Interfaces in classic snaps

Right now the store is rejecting classic snaps that have any plugs or slots. Is there a reason for us to be still doing that? Given the semantics of interfaces, I think it makes sense to allow classic snaps to expose them as well, as the functionality that they offer is much richer than what classic snaps enable.

Can anyone think of reasons why this might be a problem?

If we can’t think of any major problems, can we please give it a shot?

We’d have to differentiate interfaces that mean something in classic confinement from the rest. While having interfaces be there and just be a no-op is fine technically it can confuse people into thinking they need them or that they serve some function.

Once we have interfaces that affect classic confinement then I agree we should just allow those to be used.

Replying to myself I now see that there are in fact existing interfaces that do have a meaning in classic: GPIO (using the systemd backend) or firewall-control (using the kmod backend)

Historically, we didn’t care if someone specified interfaces because it was most often a no-op. The check was added (and made sense since it was (again, historically) a no-op) because something was broken (snap install?) when you specified interfaces with classic. If that is resolved now, I’m happy to update the review tools.

Before I do that though I want to ask, if it is only fixed in recent snapd, do we care that classic snaps might be broken because a system may have an older core installed?

I’d need to check but I think there’s still some work to be done to make sure seccomp and appermor are not behaving silly there.

@zyga-snapd Indeed, we need to make sure that those specific profiles are not generated for those snaps.

In thinking about this a little, perhaps it makes sense to only enable the backends that can reasonably work with classic when using classic confinement. For example, apparmor, seccomp and udev should all be disabled with classic, but, like you said, kmod should be enabled, and systemd. I think dbus should (perhaps?) be enabled too (but snaps could always copy files into place if desired (though that is a bit weird)).

Something expecting the udev backend to do its work would break if it’s not working, wouldn’t it?

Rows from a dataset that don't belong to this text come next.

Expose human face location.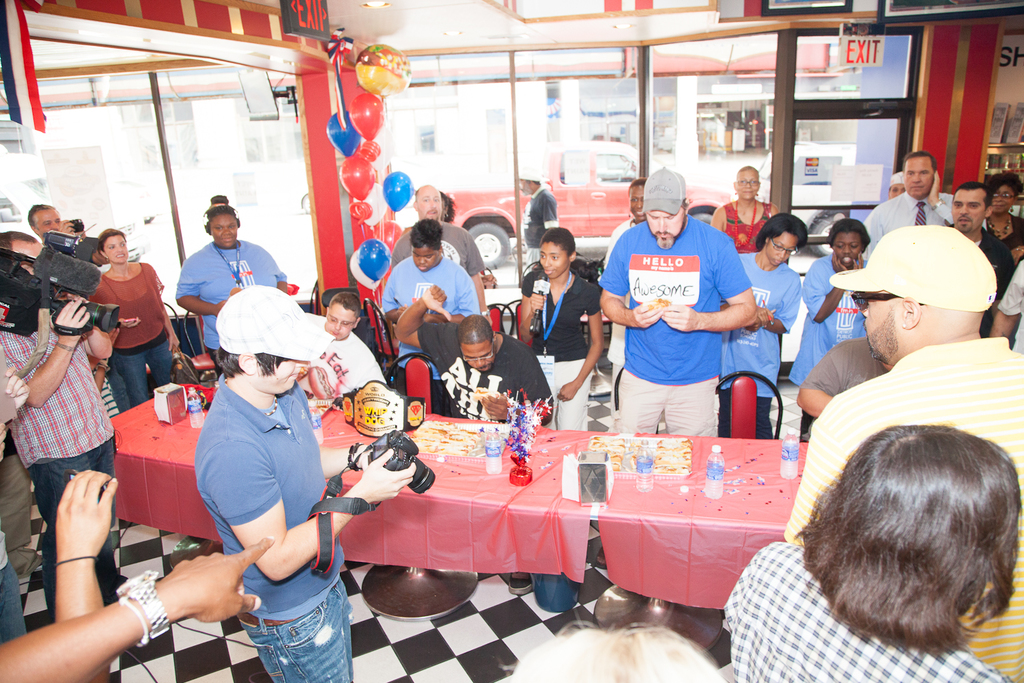
Exposed at 952,189,982,236.
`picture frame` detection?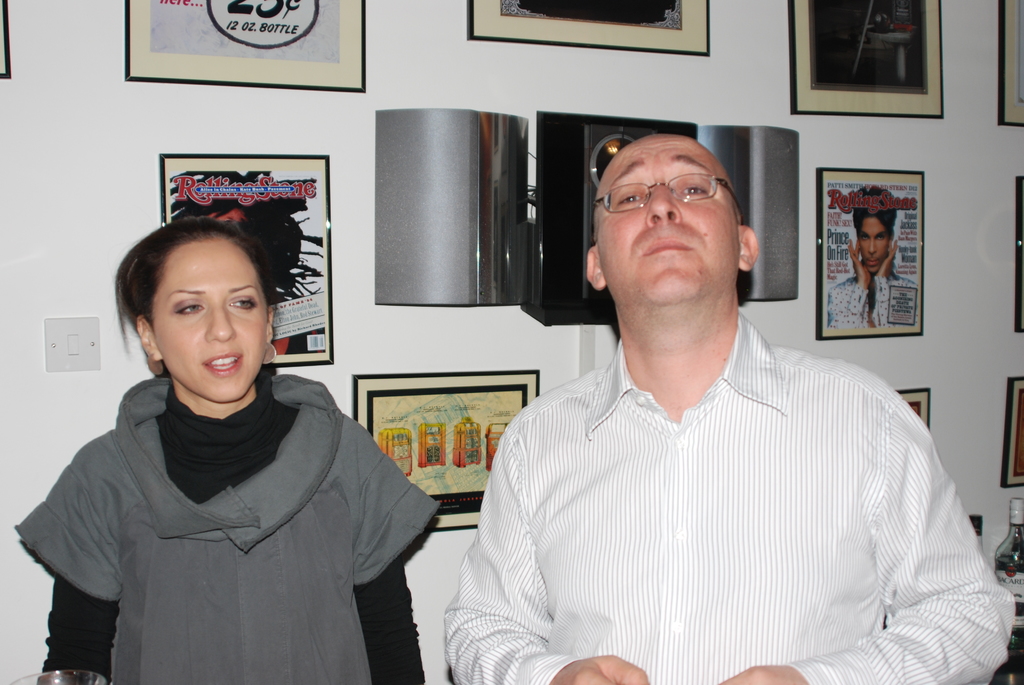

Well, that depends on what the rule is doing. For the vast majority (but not all of them) we just do udev tagging so tagged devices can be placed in a device cgroup. I don’t expect those would break if the tagging went away as the application usually does the lookup by itself and tagging is just a mechanism to make sure such device nodes are accessible. For things like network manager or modem manager, that essentially dump KBs of udev rules the actual rules are essential for the runtime behavior of the application as they set various identifying attributes and run helper programs. I think it’s a per-interface behavior that we are after.

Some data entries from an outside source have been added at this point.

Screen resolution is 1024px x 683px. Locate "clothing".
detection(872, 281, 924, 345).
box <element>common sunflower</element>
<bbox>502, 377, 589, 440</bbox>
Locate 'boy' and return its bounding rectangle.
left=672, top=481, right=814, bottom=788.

I suspect explicitly want to omit the device cgroup because if we used it then the snap would only be able to see the devices that were assigned to it, which is a form of confinement and not what the snap would expect.

As for the snap-provided udev rules, for the same reason @niemeyer gave on the dbus backend and it continuing to provide its rules, it seems we would want to continue to provide the udev rules.

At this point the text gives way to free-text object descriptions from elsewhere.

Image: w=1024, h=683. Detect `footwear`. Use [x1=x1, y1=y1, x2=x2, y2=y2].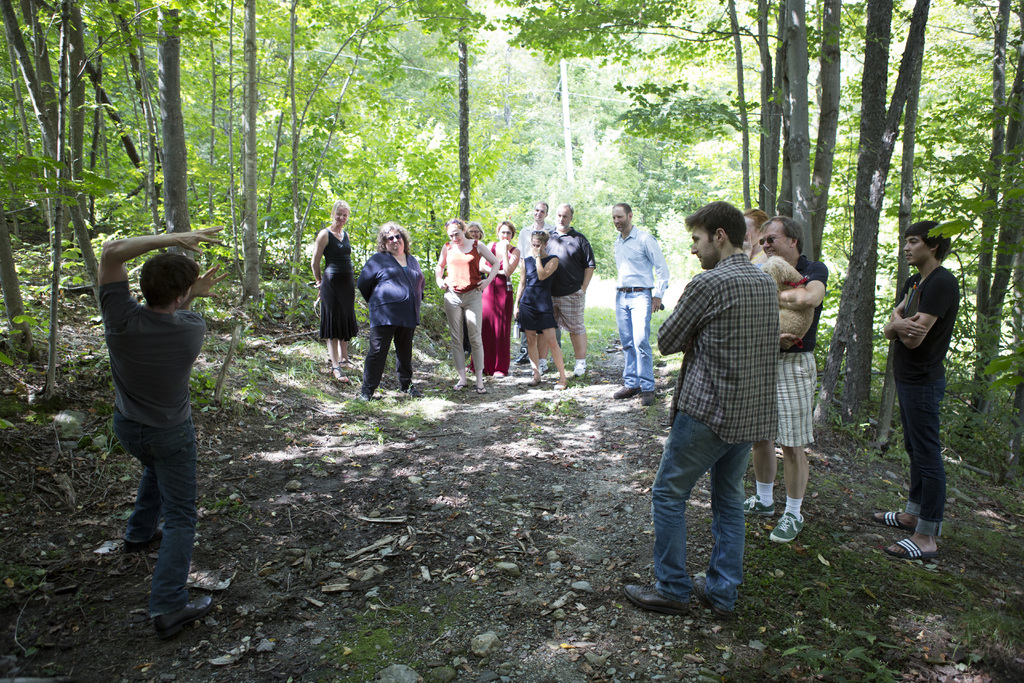
[x1=607, y1=386, x2=640, y2=399].
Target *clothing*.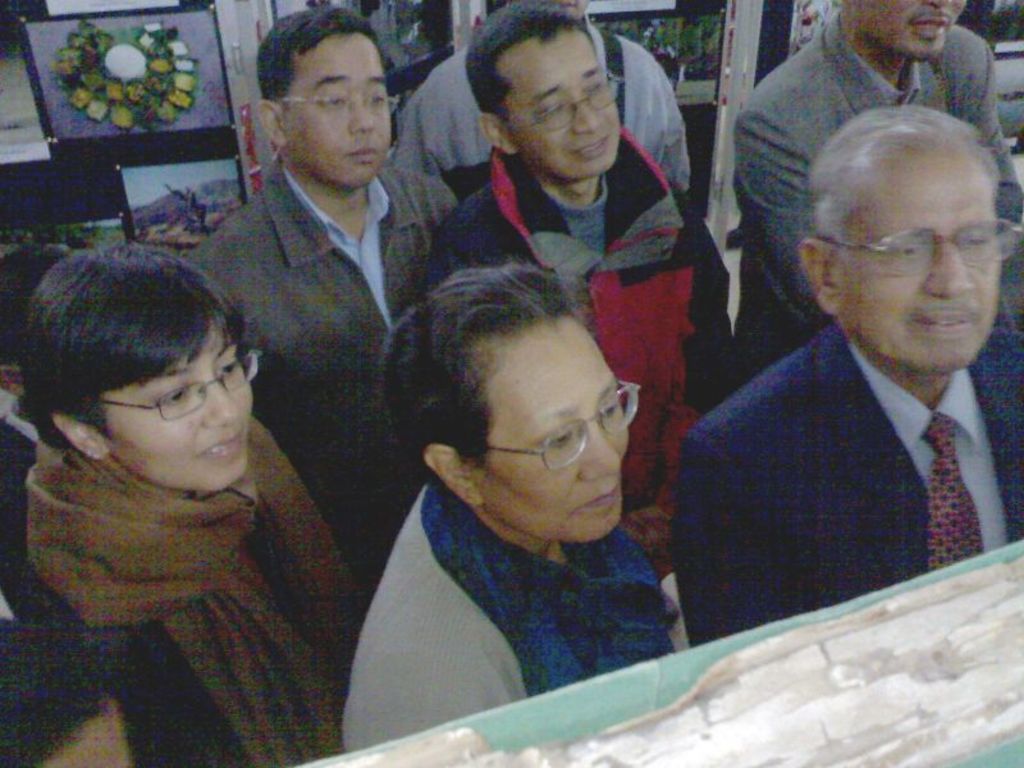
Target region: bbox=(669, 315, 1023, 644).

Thus far I think we’ve said with strict confinement, the backends wrt interface connections should:

  • skip: apparmor rules, seccomp rules, udev tagging for device cgroup
  • continue: dbus rules, non-snappy-tag udev rules, kmod, systemd

Whoops, I of course meant “Thus far I think we’ve said with classic confinement”

(moving a duplicated topic here)

At the moment store review will flag out slot declaration inside classic snap. This should be probably softened as there are genuine cases where this is the right way forward.
We can mix classic and strictly confined snaps on one device, this can easily lead to cases where one might need to declare slot(s) in classic snap to allow connection. Typical use case would be classic snap exposing d-bus interface which could be also consumed by strictly confined snaps. In this case we need slot to which plug declared in strictly confined snap can be connected.

not sure if this is mentioned here, but one of the use cases our partner hit was case where they use classic snap to access hw ( on classic system it’s tricky to access hw for which slot would be normally defined in gadget snap) At the same time they have client(s) accessing this classic service over dbus. For client(s) they are happy to run them strictly confined. So they need to define dbus slot in classic snap, so it can be connected to strictly confined one. This seems to me like perfectly reasonable use case. Using one classic snap should not force rest of the snaps downstream to be also classic……

@pstolowski I’m moving this into upcoming and putting in the roadmap. This sounds like a good candidate for us to tackle once we’re done with the current work on interfaces hooks, as there would be even more value in supporting these in classic snaps.